From playing to punditry

Do as I say: why certainty is vital on the field, but fatal in the commentary box

By Ed Smith

By inviting great athletes to commentate on the sports they mastered, we expect them to develop an entirely new way of looking at the world. Playing sport demands conviction, clarity of purpose, even blind faith. In contrast, describing sport rests on detachment, impartiality and openness to being wrong.

Some great players can make the methodological switch. But it is a strange transition for a great player to recognise that his epic self-belief is no longer relevant to the match – events will play out entirely independent of his convictions. The champion player is an absolute monarch, the pundit is a theatre critic. Psychologically, there isn’t much natural overlap between those two careers.

As practitioners, great sportsmen often nurture a dual sense of infallibility. First, like children, they are convinced that if they want something enough it will come true. Secondly, like popes, they are conditioned to think that decisions take on an aura of certainty because they believe them to be true. Show me a rational and perfectly objective sportsman who fully grasps the limits of his own powers and I’ll show you an athlete on the brink of retirement. If they grow up too much, usually they can’t go on.

Playing sport is about taking risks – the surge up-field in search of the winning goal, the lofted six to win the cricket match, the passing-forehand winner at full stretch. But the best players don’t perceive these decisions to be risks in the way that ordinary people might. If one quality separates the best players from the merely good ones, it is their ability to commit totally to their decisions. They swing the weight of their whole personality behind the risk. After all, any sporting play that begins with the mindset, “It’s a long shot, but I might as well have a go” is very likely to fail.

In other words, sportsmen don’t just take risks – like the gambler placing his chips – but also act out those risks. Having decided to hit a six, the batsman must then actually hit it. So the sportsman’s two central gifts – his judgment and the ability to hold his nerve – are inherently intertwined. The psychology of a champion recasts risk as confidence. There is a transmutation of uncertain probability into faith.

I am often struck by the total confidence with which some champion ex-players often express their opinions as pundits. The resilience of that confidence is especially striking. Even after a sequence of several wrong calls, they deliver the next opinion with equal certainty.

How is this possible? The answer, I suspect, lies in the decades of pyschological conditioning when they were superb players. Take a position; commit to it totally; make sure it comes true. The difference, of course, is that in the commentary box, personal conviction no longer makes any difference to the on-field outcome.

Yet some great players undoubtedly become great pundits. Richie Benaud (pictured), the former Australian cricket captain who died this year aged 84, is hailed as cricket’s greatest television commentator. Benaud also belongs to an elite group of sports broadcasters who are interwoven with the whole atmosphere of the games they described. Benaud’s mellow tones – authoritative but lightly amused – became a nostalgic touchstone for cricket supporters of several generations. For millions of fans, Benaud’s voice connected and warmed their summer memories.

When Benaud died, fans and colleagues rightly praised his understatement, insight and wit. There was something else, however, that made Benaud unusual. He was, above all, sceptical – wary of glib answers, cautious about new tactical fads, reluctant to swim with the convenient opinions of the moment.

Benaud was quizzical. Beneath his layer of debonair common sense, he radiated scepticism. Even when he didn’t react to some of the over-confident or simplistic views surrounding him, his tone of voice suggested a wry smile or an upturned eyebrow. His famous pauses hinted at a mischievous question, rarely expressed but often implicit: “Really? Are you sure?”

Given that he had once been a truly great player, Benaud’s confidence took an unusually undogmatic form. He was unfailingly clear but not always certain. Indeed, he was often quite certain about his uncertainty. That was the way he looked at the game.

Philosophers call this position fallibilism. As defined by Kwame Anthony Appiah, fallibilism is the idea that our knowledge is imperfect, provisional and subject to revision in the face of new evidence: “Here’s what I know well enough to live by. But I could be wrong.” For all his renowned confidence as a captain and player, as a pundit and commentator Benaud was a great fallibilist – always on the look-out for ways to refine and revise his opinions.

One of cricket’s great ironies is that its best batsman, Don Bradman, used a technique that has been almost entirely ignored ever since. Bradman is the game’s colossus, yet his arching bat-swing never became part of coaching orthodoxy. We call him the greatest and then look elsewhere for role-models. Perhaps the same can be said for the game’s greatest television commentator. As his reputation is ever more secure, Benaud’s approach feels increasingly remote.

Benaud never spoke in headlines, seldom leapt to judgment, used pauses rather than punctuation marks to underline his point and, above all, exposed his opinions to constant revision and refinement. Far from serving one constituency or the other, his fallibilism benefited the whole game – and both players and viewers loved him.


§ EXERCISE DESCRIPTION
In the lines below, look for "value". Copy each line where it appears.

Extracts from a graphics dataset
※
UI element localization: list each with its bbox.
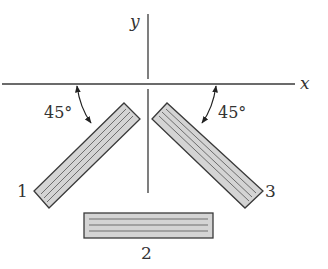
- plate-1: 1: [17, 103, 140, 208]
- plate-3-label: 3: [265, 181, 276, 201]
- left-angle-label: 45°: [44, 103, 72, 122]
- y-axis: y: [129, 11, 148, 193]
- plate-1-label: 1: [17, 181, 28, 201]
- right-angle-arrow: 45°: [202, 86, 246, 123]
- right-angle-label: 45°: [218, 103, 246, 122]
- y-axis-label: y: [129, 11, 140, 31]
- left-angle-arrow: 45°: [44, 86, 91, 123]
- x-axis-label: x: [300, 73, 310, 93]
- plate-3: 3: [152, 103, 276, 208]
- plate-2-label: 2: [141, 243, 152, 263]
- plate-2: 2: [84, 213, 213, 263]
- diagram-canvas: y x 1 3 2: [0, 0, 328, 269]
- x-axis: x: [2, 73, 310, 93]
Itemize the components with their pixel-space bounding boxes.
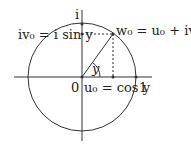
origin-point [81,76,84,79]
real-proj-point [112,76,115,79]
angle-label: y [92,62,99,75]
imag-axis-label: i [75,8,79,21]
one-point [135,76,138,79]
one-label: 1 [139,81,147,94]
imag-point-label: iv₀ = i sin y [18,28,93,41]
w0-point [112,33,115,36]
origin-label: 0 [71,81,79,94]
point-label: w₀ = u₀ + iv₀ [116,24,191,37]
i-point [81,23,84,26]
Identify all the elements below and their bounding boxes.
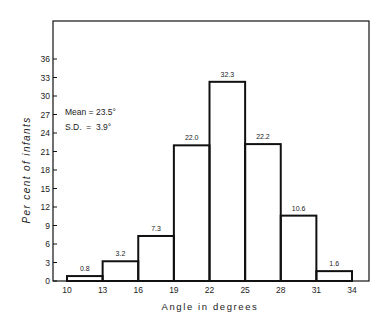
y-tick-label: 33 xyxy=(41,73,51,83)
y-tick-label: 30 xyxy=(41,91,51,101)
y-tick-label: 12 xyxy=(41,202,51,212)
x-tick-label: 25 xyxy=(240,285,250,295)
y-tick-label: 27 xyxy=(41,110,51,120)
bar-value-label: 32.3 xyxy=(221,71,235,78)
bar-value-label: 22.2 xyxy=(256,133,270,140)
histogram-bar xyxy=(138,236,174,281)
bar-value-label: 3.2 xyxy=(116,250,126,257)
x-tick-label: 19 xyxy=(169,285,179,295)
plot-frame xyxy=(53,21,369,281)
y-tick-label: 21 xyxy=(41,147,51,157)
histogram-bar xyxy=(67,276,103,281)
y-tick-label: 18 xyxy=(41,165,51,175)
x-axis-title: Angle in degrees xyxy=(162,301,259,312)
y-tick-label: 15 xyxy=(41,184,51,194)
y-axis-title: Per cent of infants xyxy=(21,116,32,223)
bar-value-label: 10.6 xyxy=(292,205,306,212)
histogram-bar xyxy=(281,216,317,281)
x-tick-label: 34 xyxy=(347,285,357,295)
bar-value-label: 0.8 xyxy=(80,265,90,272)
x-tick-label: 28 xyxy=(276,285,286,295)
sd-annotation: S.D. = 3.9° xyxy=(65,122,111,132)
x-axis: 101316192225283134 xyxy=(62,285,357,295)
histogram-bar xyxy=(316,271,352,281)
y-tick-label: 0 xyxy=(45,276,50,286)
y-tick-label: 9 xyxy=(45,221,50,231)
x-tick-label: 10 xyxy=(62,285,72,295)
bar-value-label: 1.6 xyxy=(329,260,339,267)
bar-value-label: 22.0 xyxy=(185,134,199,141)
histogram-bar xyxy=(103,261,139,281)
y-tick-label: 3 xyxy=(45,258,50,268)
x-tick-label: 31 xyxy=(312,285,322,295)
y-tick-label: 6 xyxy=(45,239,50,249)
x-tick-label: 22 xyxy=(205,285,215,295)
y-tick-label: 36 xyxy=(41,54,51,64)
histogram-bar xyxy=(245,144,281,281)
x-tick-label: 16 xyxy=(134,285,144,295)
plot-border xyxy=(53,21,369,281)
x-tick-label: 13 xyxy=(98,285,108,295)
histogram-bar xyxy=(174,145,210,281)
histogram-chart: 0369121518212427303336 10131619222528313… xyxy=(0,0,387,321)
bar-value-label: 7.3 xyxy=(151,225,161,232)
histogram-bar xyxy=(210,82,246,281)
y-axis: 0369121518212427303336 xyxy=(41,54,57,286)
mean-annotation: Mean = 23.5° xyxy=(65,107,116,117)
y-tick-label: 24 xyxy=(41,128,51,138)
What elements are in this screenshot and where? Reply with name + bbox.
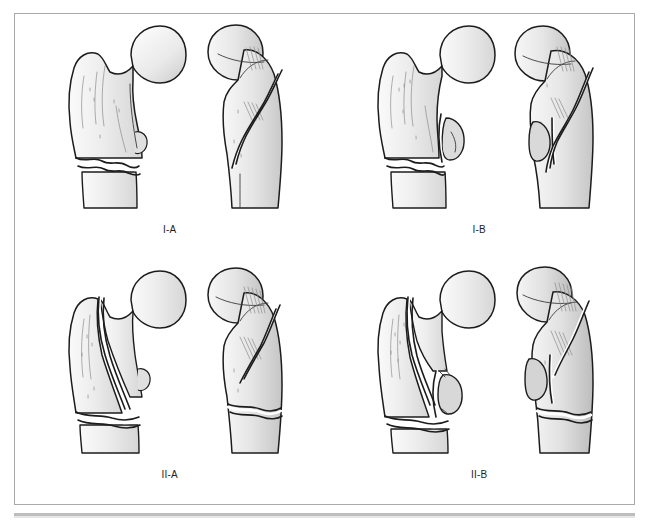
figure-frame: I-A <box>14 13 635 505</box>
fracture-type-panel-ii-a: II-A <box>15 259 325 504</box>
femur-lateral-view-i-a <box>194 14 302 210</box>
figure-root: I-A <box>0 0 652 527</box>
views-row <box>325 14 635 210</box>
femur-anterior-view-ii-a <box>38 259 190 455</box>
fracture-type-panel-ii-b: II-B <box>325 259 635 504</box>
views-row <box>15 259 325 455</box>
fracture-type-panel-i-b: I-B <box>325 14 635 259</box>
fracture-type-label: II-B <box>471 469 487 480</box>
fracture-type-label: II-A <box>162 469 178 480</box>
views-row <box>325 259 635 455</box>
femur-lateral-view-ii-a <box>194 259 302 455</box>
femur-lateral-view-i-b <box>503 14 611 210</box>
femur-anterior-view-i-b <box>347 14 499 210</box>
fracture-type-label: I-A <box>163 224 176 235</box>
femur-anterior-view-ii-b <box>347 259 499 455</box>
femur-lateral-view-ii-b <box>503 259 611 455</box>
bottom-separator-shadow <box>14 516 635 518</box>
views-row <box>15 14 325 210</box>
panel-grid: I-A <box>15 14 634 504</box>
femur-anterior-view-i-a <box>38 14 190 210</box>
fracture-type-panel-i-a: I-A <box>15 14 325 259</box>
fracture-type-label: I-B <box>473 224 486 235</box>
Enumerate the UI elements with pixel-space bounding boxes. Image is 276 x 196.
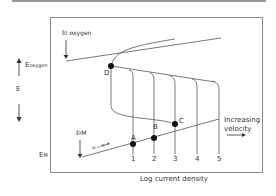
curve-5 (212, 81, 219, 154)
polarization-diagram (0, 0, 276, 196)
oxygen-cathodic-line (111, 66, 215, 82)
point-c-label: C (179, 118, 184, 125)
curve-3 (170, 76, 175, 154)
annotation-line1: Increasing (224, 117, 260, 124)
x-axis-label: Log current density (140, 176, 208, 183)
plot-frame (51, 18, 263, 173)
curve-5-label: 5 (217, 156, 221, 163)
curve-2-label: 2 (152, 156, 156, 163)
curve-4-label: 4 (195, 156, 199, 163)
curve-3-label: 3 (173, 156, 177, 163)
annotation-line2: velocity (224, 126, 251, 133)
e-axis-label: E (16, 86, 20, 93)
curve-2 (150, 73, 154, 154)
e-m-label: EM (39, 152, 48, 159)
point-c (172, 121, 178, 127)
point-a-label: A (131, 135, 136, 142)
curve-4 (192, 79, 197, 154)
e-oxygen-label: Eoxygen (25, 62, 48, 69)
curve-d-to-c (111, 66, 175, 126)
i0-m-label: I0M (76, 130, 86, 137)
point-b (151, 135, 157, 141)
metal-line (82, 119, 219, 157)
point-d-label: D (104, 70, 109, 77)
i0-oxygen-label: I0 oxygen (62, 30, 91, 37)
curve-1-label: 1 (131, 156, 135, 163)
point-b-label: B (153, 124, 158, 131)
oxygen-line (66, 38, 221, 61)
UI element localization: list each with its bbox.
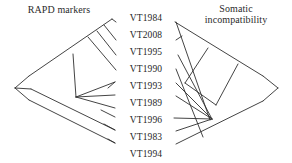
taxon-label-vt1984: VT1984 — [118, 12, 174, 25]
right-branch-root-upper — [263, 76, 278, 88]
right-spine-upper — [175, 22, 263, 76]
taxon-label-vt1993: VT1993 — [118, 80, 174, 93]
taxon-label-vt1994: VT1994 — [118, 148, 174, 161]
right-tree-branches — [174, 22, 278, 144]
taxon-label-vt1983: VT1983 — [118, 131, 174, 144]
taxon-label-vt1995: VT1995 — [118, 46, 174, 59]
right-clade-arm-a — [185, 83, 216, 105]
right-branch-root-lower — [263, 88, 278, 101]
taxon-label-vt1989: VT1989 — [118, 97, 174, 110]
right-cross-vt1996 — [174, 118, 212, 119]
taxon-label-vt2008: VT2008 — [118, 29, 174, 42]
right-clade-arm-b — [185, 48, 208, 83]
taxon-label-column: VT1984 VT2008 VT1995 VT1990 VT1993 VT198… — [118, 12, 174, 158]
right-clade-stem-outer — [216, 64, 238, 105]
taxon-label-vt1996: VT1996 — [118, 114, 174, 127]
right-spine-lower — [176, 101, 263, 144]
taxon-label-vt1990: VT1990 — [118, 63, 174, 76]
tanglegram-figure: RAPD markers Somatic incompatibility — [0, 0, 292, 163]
※
§ SOLVED PROBLEM
bar-value-label: 32.3 xyxy=(221,71,235,78)
bar-value-label: 22.2 xyxy=(256,133,270,140)
bar-value-label: 3.2 xyxy=(116,250,126,257)
bar-value-label: 10.6 xyxy=(292,205,306,212)
bar-value-label: 0.8 xyxy=(80,265,90,272)
bar-value-label: 1.6 xyxy=(329,260,339,267)
bar-value-label: 22.0 xyxy=(185,134,199,141)
bar-value-label: 7.3 xyxy=(151,225,161,232)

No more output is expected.